In the study, the Children's Village mother is described, based on colleagues' statements, as an "anxious person with clear compulsive tendencies, lack of insight, and high perfectionism." Her pedagogy was "oriented toward dominating the children."
The protocols of her daily routine are a "rulebook of repressions," as her supervisor, the Children's Village director, noted in the files. In 2008, he filed memos about "deprivation of liberty, control, and neglect of children" by his employee. He knew of the children's suffering. He did nothing; on the contrary: for years he ignored internal complaints and covered up the educator's acts. He considered locking children in as a suitable educational measure, according to the study.
Only under external pressure did he intervene. Educators from the public kindergarten and elementary school turned to him "in light of the transgressive behavior" of the Children's Village mother.
After long hesitation, he terminated the employment relationship with the employee โ and issued her an impeccable reference. Thus, with his help, she quickly found work again โ in a public kindergarten. The director concealed the reason for her departure from colleagues. He never reported the educator.
Although she no longer worked for the Children's Village, she was allowed to continue visiting the children.

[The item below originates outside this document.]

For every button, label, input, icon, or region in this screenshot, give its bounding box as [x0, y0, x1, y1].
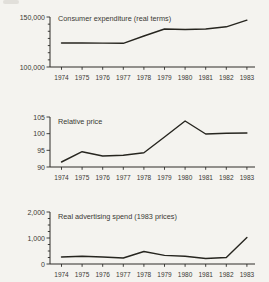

A ten-year-old girl "returned from one of these visits noticeably irritated and showed psychosomatic symptoms that (โฆ) caused the girl to relapse into old coping patterns believed overcome," as the study states. The child developed "pathological eating behavior" and wet herself. Her new Children's Village mother spoke out against visits from her predecessor.
Six years later, two boys reported inappropriate treatment by the same educator at the Klagenfurt State Hospital. During a health check, they told of how they had been physically subjected to inappropriate treatment, bitten, and locked in inappropriately by the woman years before. The hospital forwarded the information to the authorities. According to the study, the public prosecutor's office closed the investigation again.
For the girl who was re-traumatized by visits from her former Children's Village mother, the inappropriate treatment did not end. The new substitute mother also continued to torment her. From age 13 to 16, she locked the young person in every night. The reason: "difficulties in controlling her urges."
The locked door was intended to prevent the young person from "secretly and unnoticed climbing into her roommate's bed," as the educator's documents state. A long-serving employee criticizes the measure in a study interview: "The approach shows that employees, before engaging with the issue, simply close the door and lock the children in."
Deprivation of liberty, malnutrition, and sadistic punishments were only part of the inappropriate treatment in Moosburg. An educator is said to have violated the children's intimate sphere. How long the man worked in the village cannot be determined from the records. In the mid-2010s, he was certainly employed here as a pedagogical leader.
Deprivation of liberty as a form of psychological exercise of inappropriate treatment is also found in other documents of various children and young people. Some children were repeatedly exposed to new, differently situated forms of inappropriate treatment during their time at SOS Children's Villages Moosburg, as a result of which they were restricted in their individual development (both physical, cognitive, and emotional) over often long periods. The chain of extremely unfavorable and risky developmental factors has with high probability contributed to psychosocial and cognitive impairments on the part of the affected children.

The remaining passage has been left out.